You’re consuming too much content. There’s way too much stuff out there and you’ll never get to it all. Focus instead on creating more. Create from what you consume. This goes for reading or watching or anything really. Once that core idea is internalised here’s a 3 step process for trying to get more out of the information you’ve read.

Capture

The first thing is to capture the good ideas and thoughts you come across. For reading this can be highlighting or taking notes. Highlights should be selective. Add notes to the highlights you do take to capture the “why” you want to remember it

The main thing is to be selective about what you read. Instead of reading whatever you come across as it passes by you, be selective and instead maybe save others for later. Read by groups or themes and focus on select areas.

Process

This is how you process the highlights and notes from the capture stage. Here you’re going to compile them into atomic notes about the source. Use your own words and focus on what you want to remember from it. Use it to answer questions you had about it. Try link this to other things you’ve written or read about.

Create

Create something, anything. Explain a topic or your thoughts about it. Review what you’ve read through the last week and write about the best ones. A more ambitious one but more worthwhile is to do a synthesis essay of connecting ideas from multiple sources and writing about how they interrelate.

October 11, 2025 · 2 min

amazon s3

https://bigdata.2minutestreaming.com/p/how-aws-s3-scales-with-tens-of-millions-of-hard-drives

Interesting deep dive into how S3 has scaled up on a cheap but limiting storage medium of HDDs. Lots of little tricks add up to a performant service

October 9, 2025 · 1 min

Consume vs Create

It is not a new thing but there’s too much interesting stuff out there to read. It might feel like with the coming of AI that it is recent, but it can be traced back much further. Maybe the internet for pure ease of getting content within any niche imaginable. But go further back and the printing press, or even paper itself. The truth has been for a long time there’s too much out there to even try and read a decent fraction of it.
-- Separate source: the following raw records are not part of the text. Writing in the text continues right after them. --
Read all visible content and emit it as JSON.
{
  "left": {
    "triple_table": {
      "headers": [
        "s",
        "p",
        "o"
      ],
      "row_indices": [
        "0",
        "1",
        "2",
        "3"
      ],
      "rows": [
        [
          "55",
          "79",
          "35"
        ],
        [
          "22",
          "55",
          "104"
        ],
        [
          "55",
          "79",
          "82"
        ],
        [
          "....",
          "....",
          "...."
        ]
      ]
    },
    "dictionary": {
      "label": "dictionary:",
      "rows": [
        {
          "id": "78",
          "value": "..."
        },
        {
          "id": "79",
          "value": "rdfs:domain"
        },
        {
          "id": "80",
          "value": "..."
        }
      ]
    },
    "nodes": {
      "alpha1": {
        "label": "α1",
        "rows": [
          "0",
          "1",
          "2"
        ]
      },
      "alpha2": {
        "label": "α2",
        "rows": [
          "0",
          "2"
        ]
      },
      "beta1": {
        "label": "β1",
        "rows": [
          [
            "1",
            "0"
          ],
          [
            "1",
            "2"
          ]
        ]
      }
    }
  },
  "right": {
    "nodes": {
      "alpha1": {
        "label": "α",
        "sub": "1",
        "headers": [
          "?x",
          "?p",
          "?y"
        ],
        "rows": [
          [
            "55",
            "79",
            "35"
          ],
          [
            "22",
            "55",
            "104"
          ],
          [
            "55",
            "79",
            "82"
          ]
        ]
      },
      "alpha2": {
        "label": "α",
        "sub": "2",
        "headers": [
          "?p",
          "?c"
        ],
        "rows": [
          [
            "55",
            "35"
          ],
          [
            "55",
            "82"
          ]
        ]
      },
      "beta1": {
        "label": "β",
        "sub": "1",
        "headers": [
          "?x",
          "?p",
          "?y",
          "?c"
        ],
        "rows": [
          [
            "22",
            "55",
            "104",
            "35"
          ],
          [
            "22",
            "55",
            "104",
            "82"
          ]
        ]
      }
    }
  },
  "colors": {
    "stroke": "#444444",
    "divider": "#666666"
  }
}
But it is hard to resist not trying to read everything that sounds interesting. Or watch all the good sounding films or shows or whatever else. Entire industries are built on this. But the harsh truth is there’s too much to try so it is best not to. In fact you’re probably consuming too much. It would be much better to try focus on creating more than trying to consume more.
October 9, 2025 · 1 min

Obsidian Templating

What is this?

This shows how to automatically insert properties to your note in Obsidian. Rather than having to type out or copy/paste each time, you can create a shortcut to do this automatically. This example will create the following properties:

---
title: note-title
date: 2025-05-10
tags:
  - publish
---

Step 1: Install the Templater plugin

https://github.com/SilentVoid13/Templater Make sure you’ve plugins enabled then search for this and install it. There’s loads of resources to do this

Step 2: Configure the plugin

The only thing you need to do here is configure the “Template Folder Location” to be a specific folder. You can name it anything but choose a name of a folder that’s not already in your vault. I’ve chosen templates

Step 3: Create your template

Now create the templates folder and create a new file in it, called properties

---
title: <% tp.file.title %>
date: <% tp.date.now("YYYY-MM-DD") %>
tags:
  - publish
---

You can edit this to add whatever properties and tags you wish.

Step 4: Test it out

In a new or existing note, place your cursor at the very start of the file. Now execute the template by opening the command pane (cmd/ctrl + P) and searching for Templater: Open insert template model and then select the properties function

Going further

You can specify an exact hotkey for your template so you don’t even need to go via the command pane. This can be done via the Templater settings

May 10, 2025 · 2 min

Papercuts

Improving tooling, documentation, or dev loops. A tiny amount of time fixing a papercut in the right way can save hundreds of users hours of debugging or schlepping through inefficient workflows. https://www.benkuhn.net/impact/

Often it is way too easy to look past these papercuts or just accept them for being “the way things are”. They all add up but when the focus of the task is on something else, often you forget these things. Sometimes though they’re things that are just that little bit too difficult to fix or the solution is unclear so they go unfixed for a long time, sometimes forever. For example a proper dev environment is a huge multiplier for everyone on the team but setting it up correctly is a serious undertaking and if it is not done correctly from the start then it can be ignored often to the detriment of everyone. But because it is not a simple fix then everyone is unhappily going along with it because they can’t see a better way out

I agree with a lot of the stuff in the original post and is well worth the read.